While it has been practically a law of nature that California real estate only increases in value (despite not so recent evidence to the contrary), the increases over the past couple of years have been eye popping. With median home prices around $700,000, first time home buyers should be a very small subset of the population.

Yet the clients in my door have been middle income at best, yet they bought one or more properties with mortgages in the $700,000-$800,000 range. Almost invariably, they were told that the “friendly” mortgage broker would get them a better mortgage before the miserable one on the table reset. The ability to do that, of course, was predicated on a rising real estate market which would lower the loan to value ratio.
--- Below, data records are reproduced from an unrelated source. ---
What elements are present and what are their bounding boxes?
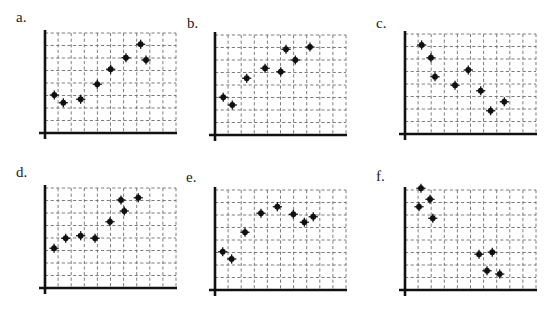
data-points — [219, 42, 315, 109]
data-points — [50, 40, 151, 108]
data-points — [218, 202, 318, 263]
data-point-marker — [464, 65, 473, 74]
data-point-marker — [50, 90, 59, 99]
data-point-marker — [242, 74, 251, 83]
data-point-marker — [488, 248, 497, 257]
data-point-marker — [256, 209, 265, 218]
data-point-marker — [106, 65, 115, 74]
scatter-plot-b — [207, 24, 356, 143]
scatter-plot-c — [397, 23, 546, 142]
data-point-marker — [121, 53, 130, 62]
panel-label-b: b. — [187, 16, 198, 31]
grid-lines — [405, 34, 536, 134]
data-point-marker — [430, 72, 439, 81]
data-point-marker — [49, 244, 58, 253]
data-point-marker — [134, 193, 143, 202]
data-point-marker — [474, 250, 483, 259]
scatter-plot-a — [37, 22, 186, 141]
grid-lines — [215, 190, 346, 290]
scatter-plot-f — [397, 176, 546, 298]
data-point-marker — [228, 100, 237, 109]
data-points — [414, 184, 504, 279]
data-point-marker — [240, 228, 249, 237]
scatter-plot-e — [207, 176, 356, 298]
data-point-marker — [120, 206, 129, 215]
data-point-marker — [291, 55, 300, 64]
data-point-marker — [289, 210, 298, 219]
data-point-marker — [136, 40, 145, 49]
data-point-marker — [450, 81, 459, 90]
data-point-marker — [105, 217, 114, 226]
panel-label-c: c. — [376, 16, 386, 31]
data-point-marker — [300, 218, 309, 227]
data-point-marker — [59, 98, 68, 107]
grid-lines — [215, 35, 346, 135]
panel-label-a: a. — [16, 10, 26, 25]
panel-label-d: d. — [16, 165, 27, 180]
scatter-plot-d — [37, 172, 186, 296]
data-point-marker — [486, 106, 495, 115]
grid-lines — [405, 190, 536, 290]
data-point-marker — [414, 202, 423, 211]
panel-label-e: e. — [186, 170, 196, 185]
data-point-marker — [93, 80, 102, 89]
data-point-marker — [116, 195, 125, 204]
data-points — [49, 193, 142, 253]
data-point-marker — [260, 64, 269, 73]
data-point-marker — [227, 254, 236, 263]
data-point-marker — [90, 234, 99, 243]
data-point-marker — [482, 266, 491, 275]
grid-lines — [45, 33, 176, 133]
data-point-marker — [500, 97, 509, 106]
data-point-marker — [309, 212, 318, 221]
data-point-marker — [141, 55, 150, 64]
panel-label-f: f. — [376, 169, 385, 184]
data-point-marker — [61, 234, 70, 243]
data-point-marker — [219, 93, 228, 102]
data-point-marker — [426, 53, 435, 62]
data-point-marker — [276, 67, 285, 76]
data-point-marker — [218, 247, 227, 256]
data-point-marker — [281, 45, 290, 54]
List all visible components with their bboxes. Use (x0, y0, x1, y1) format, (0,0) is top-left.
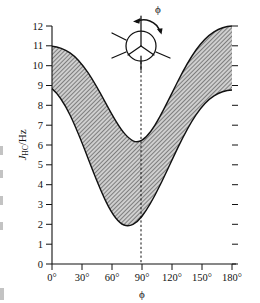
x-tick-label: 180° (222, 272, 242, 283)
x-tick-label: 120° (162, 272, 182, 283)
y-tick-label: 6 (38, 140, 43, 151)
x-tick-label: 30° (75, 272, 90, 283)
y-tick-label: 9 (38, 80, 43, 91)
y-axis-title-group: JHC/Hz (16, 129, 30, 160)
x-tick-label: 90° (135, 272, 150, 283)
phi-inset-label: ϕ (155, 3, 161, 15)
y-tick-label: 3 (38, 199, 43, 210)
y-tick-label: 0 (38, 259, 43, 270)
y-tick-label: 1 (38, 239, 43, 250)
y-axis-title: JHC/Hz (16, 129, 30, 160)
x-tick-label: 60° (105, 272, 120, 283)
y-tick-label: 8 (38, 100, 43, 111)
x-tick-label: 150° (192, 272, 212, 283)
figure-container: 0 1 2 3 4 5 6 7 8 9 10 11 12 0° 30° 60° … (0, 0, 260, 303)
y-tick-label: 12 (33, 21, 44, 32)
x-axis-title: ϕ (139, 288, 145, 300)
y-tick-label: 10 (33, 60, 44, 71)
karplus-curve-chart: 0 1 2 3 4 5 6 7 8 9 10 11 12 0° 30° 60° … (0, 0, 260, 303)
y-tick-label: 11 (33, 40, 43, 51)
x-tick-label: 0° (47, 272, 56, 283)
y-tick-label: 7 (38, 120, 43, 131)
y-tick-label: 2 (38, 219, 43, 230)
y-tick-label: 4 (38, 179, 44, 190)
y-tick-label: 5 (38, 159, 43, 170)
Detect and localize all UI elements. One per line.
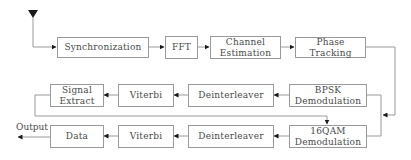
phase-tracking-block: Phase Tracking [295, 37, 366, 58]
data-block: Data [50, 125, 104, 148]
channel-estimation-block: Channel Estimation [210, 36, 281, 59]
viterbi-block-1: Viterbi [118, 84, 174, 107]
deinterleaver-block-1: Deinterleaver [188, 84, 274, 107]
synchronization-block: Synchronization [57, 37, 149, 58]
fft-block: FFT [165, 36, 198, 59]
output-label: Output [16, 122, 48, 132]
signal-extract-block: Signal Extract [50, 84, 104, 107]
bpsk-demodulation-block: BPSK Demodulation [289, 84, 367, 107]
receiver-block-diagram: Synchronization FFT Channel Estimation P… [0, 0, 411, 160]
deinterleaver-block-2: Deinterleaver [188, 125, 274, 148]
input-arrow-icon [28, 10, 38, 18]
viterbi-block-2: Viterbi [118, 125, 174, 148]
16qam-demodulation-block: 16QAM Demodulation [289, 125, 367, 148]
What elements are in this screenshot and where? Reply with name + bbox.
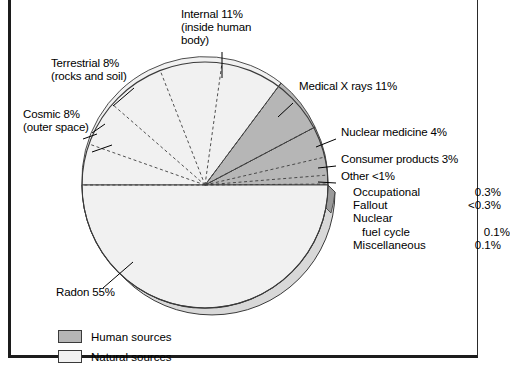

When you think about it, of course the real estate market was rising, when housing in the Bay Area is a limited commodity, and easy mortgage money has made practically anyone with a pulse eligible for a home loan and therefore a potential buyer. More people chasing fewer goods=price increase.

Of course the housing mania was also dependent on these buyers never having to make a fully amortized payment on a $700,000 mortgage. In most cases, the illusion of affording the house was dependent on mortgage “products” that required payments less than even the interest alone.

So, consider that the loss of value we are seeing, at least here in the Bay Area, merely represents the market wringing out the “value” created by mortgage madness.

President’s “Plan” for Subprime Mortgages

Sunday, December 9th, 2007

For all of the administration hype, I’ve found it hard to get details on the President’s negotiated plan with the mortgage industry to prevent foreclosures. I’ve found a link to the plan.

Elizabeth Warren, Harvard law professor and bankruptcy expert, isn’t impressed. She calls it the Sandbag Plan . I find her conclusion, that the plan was put forth only to derail the pending bill to empower bankruptcy judges to address loan modifications, absolutely plausible.

In my practice I see no evidence that the lenders are interested in voluntarily modifying these loans. My letters on behalf of clients don’t even get a response. My clients seem to have no feasible option but to walk away from exploding ARMS. I’ve likened it to working in a financial emergency room.
I’m rooting for the passage of legislation like Senator Durbin’s bill, S. 2136, which would remove the bar to altering a mortgage secured only by the debtor’s principal residence in a bankruptcy proceeding. Hearings on the bill were held this week and the prepared statements of the witnesses are available.